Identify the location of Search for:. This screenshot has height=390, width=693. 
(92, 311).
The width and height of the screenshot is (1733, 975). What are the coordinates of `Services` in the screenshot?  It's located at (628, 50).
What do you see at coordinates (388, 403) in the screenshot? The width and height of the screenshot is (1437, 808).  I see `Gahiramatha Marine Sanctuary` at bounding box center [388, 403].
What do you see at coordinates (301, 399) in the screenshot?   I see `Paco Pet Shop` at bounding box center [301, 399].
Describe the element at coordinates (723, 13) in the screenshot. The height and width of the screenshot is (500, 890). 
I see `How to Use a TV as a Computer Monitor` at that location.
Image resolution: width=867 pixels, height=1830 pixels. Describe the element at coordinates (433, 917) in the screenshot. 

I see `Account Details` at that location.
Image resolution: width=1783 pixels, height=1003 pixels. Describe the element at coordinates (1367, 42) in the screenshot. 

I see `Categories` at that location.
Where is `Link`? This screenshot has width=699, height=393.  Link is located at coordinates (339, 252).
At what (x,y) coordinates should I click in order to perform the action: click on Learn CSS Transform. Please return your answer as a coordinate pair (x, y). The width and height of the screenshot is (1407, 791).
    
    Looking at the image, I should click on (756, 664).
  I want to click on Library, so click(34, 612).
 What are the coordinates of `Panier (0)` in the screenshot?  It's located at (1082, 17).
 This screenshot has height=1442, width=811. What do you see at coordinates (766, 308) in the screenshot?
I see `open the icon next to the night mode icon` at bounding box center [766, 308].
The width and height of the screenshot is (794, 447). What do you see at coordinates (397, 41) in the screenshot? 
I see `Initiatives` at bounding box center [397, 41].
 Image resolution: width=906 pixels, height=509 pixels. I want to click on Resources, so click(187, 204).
________________
= WHAT IS EXPECTED =
Only the lines from the beginning of the material to the line containing "The width and height of the screenshot is (1733, 975)." should be echoed, verbatim and in full.

= RESULT BELOW =
Identify the location of Search for:. This screenshot has height=390, width=693. 
(92, 311).
The width and height of the screenshot is (1733, 975). What are the coordinates of `Services` in the screenshot?  It's located at (628, 50).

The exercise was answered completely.